What unspools is something quite different than what Ravel had originally intended. The piece opens with the gorgeous dance one might well expect, given its name. With his extraordinary gifts for color and texture, Ravel fairly paints a grand Viennese ballroom filled with the most elegant couples imaginable, all dressed to impress. But about halfway through the piece, the glittering dance makes an unmistakable whirl towards disaster. You can still hear the pretty melody and the familiar one-two-three rhythm struggle to sustain themselves, but ultimately they are swallowed by unyielding chaos. Is this to be the future for those who belong to Downton? One can't shake the feeling that Downton series creator Julian Fellowes will find a way to bring happiness (however short-lived, and however schemingly gained) to his characters — but as La Valse shows, Ravel's postwar reality is that of Downton, too.

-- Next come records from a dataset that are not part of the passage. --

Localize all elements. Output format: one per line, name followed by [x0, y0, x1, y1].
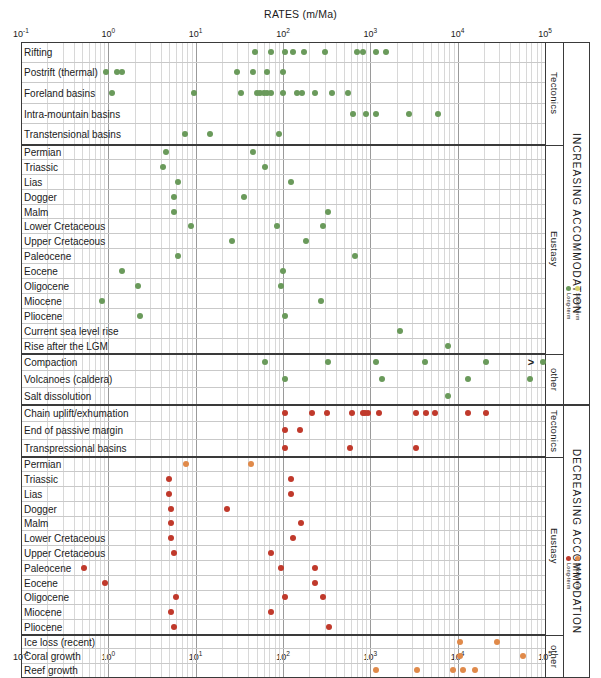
- data-point: [171, 194, 177, 200]
- data-point: [329, 90, 335, 96]
- accommodation-label-increasing: INCREASING ACCOMMODATION: [563, 42, 590, 405]
- row-label: Oligocene: [24, 592, 71, 603]
- data-point: [238, 90, 244, 96]
- row-label: Dogger: [24, 191, 59, 202]
- row-label: Ice loss (recent): [24, 636, 97, 647]
- data-point: [207, 131, 213, 137]
- data-point: [188, 223, 194, 229]
- data-point: [175, 253, 181, 259]
- section-divider: [21, 635, 545, 636]
- row-label: Upper Cretaceous: [24, 236, 107, 247]
- legend-long-term-dot: [566, 286, 571, 291]
- data-point: [483, 410, 489, 416]
- chart-title: RATES (m/Ma): [0, 8, 601, 20]
- data-point: [320, 594, 326, 600]
- open-right-marker: >: [528, 356, 534, 368]
- row-label: Paleocene: [24, 251, 73, 262]
- x-tick-1: 100: [102, 27, 116, 39]
- data-point: [457, 653, 463, 659]
- data-point: [324, 410, 330, 416]
- data-point: [527, 376, 533, 382]
- data-point: [280, 69, 286, 75]
- row-label: Current sea level rise: [24, 325, 120, 336]
- data-point: [166, 476, 172, 482]
- data-point: [102, 580, 108, 586]
- data-point: [171, 624, 177, 630]
- data-point: [183, 461, 189, 467]
- data-point: [278, 565, 284, 571]
- row-label: Postrift (thermal): [24, 67, 100, 78]
- data-point: [119, 268, 125, 274]
- row-label: Intra-mountain basins: [24, 108, 122, 119]
- data-point: [248, 461, 254, 467]
- data-point: [435, 111, 441, 117]
- data-point: [282, 49, 288, 55]
- data-point: [379, 376, 385, 382]
- data-point: [268, 550, 274, 556]
- data-point: [373, 111, 379, 117]
- data-point: [241, 194, 247, 200]
- data-point: [397, 328, 403, 334]
- data-point: [262, 359, 268, 365]
- data-point: [383, 49, 389, 55]
- row-label: Permian: [24, 146, 63, 157]
- legend-short-term-label: Short-term: [575, 563, 581, 590]
- x-tick-5: 104: [451, 27, 465, 39]
- section-divider: [21, 354, 545, 355]
- row-label: Permian: [24, 459, 63, 470]
- data-point: [445, 343, 451, 349]
- data-point: [312, 90, 318, 96]
- section-divider: [21, 457, 545, 458]
- data-point: [360, 49, 366, 55]
- data-point: [168, 520, 174, 526]
- row-label: Salt dissolution: [24, 390, 93, 401]
- row-label: Malm: [24, 518, 50, 529]
- data-point: [135, 283, 141, 289]
- data-point: [163, 149, 169, 155]
- row-label: Paleocene: [24, 562, 73, 573]
- group-label-tectonics-top: Tectonics: [545, 42, 563, 145]
- data-point: [99, 298, 105, 304]
- row-label: Miocene: [24, 607, 64, 618]
- row-label: Lower Cretaceous: [24, 533, 107, 544]
- data-point: [182, 131, 188, 137]
- data-point: [450, 667, 456, 673]
- legend-short-term: Short-term: [573, 556, 582, 590]
- legend-short-term-dot: [575, 286, 580, 291]
- data-point: [81, 565, 87, 571]
- data-point: [168, 609, 174, 615]
- row-label: Lias: [24, 176, 44, 187]
- data-point: [312, 565, 318, 571]
- row-label: Coral growth: [24, 651, 83, 662]
- data-point: [373, 667, 379, 673]
- data-point: [365, 410, 371, 416]
- data-point: [234, 69, 240, 75]
- data-point: [166, 491, 172, 497]
- data-point: [262, 164, 268, 170]
- data-point: [297, 427, 303, 433]
- data-point: [268, 609, 274, 615]
- data-point: [282, 376, 288, 382]
- data-point: [250, 149, 256, 155]
- data-point: [349, 410, 355, 416]
- section-divider: [21, 405, 545, 406]
- data-point: [423, 410, 429, 416]
- data-point: [274, 223, 280, 229]
- data-point: [445, 393, 451, 399]
- data-point: [290, 535, 296, 541]
- row-label: Triassic: [24, 474, 60, 485]
- data-point: [432, 410, 438, 416]
- accommodation-label-decreasing: DECREASING ACCOMMODATION: [563, 405, 590, 678]
- data-point: [173, 594, 179, 600]
- row-label: Rise after the LGM: [24, 340, 110, 351]
- chart-root: RATES (m/Ma) 10-1100101102103104105 10-1…: [0, 0, 601, 678]
- row-label: Transtensional basins: [24, 129, 123, 140]
- data-point: [345, 90, 351, 96]
- data-point: [229, 238, 235, 244]
- group-label-other-top: other: [545, 354, 563, 405]
- data-point: [168, 535, 174, 541]
- data-point: [103, 69, 109, 75]
- row-label: Pliocene: [24, 622, 64, 633]
- legend-short-term: Short-term: [573, 286, 582, 320]
- row-label: Reef growth: [24, 665, 80, 676]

Copyright 2021 NPR. To see more, visit https://www.npr.org.

Anastasia Tsioulcas
Anastasia Tsioulcas is a reporter on NPR's Arts desk. She is intensely interested in the arts at the intersection of culture, politics, economics and identity, and primarily reports on music. Recently, she has extensively covered gender issues and #MeToo in the music industry, including backstage tumult and alleged secret deals in the wake of sexual misconduct allegations against megastar singer Plácido Domingo; gender inequity issues at the Grammy Awards and the myriad accusations of sexual misconduct against singer R. Kelly.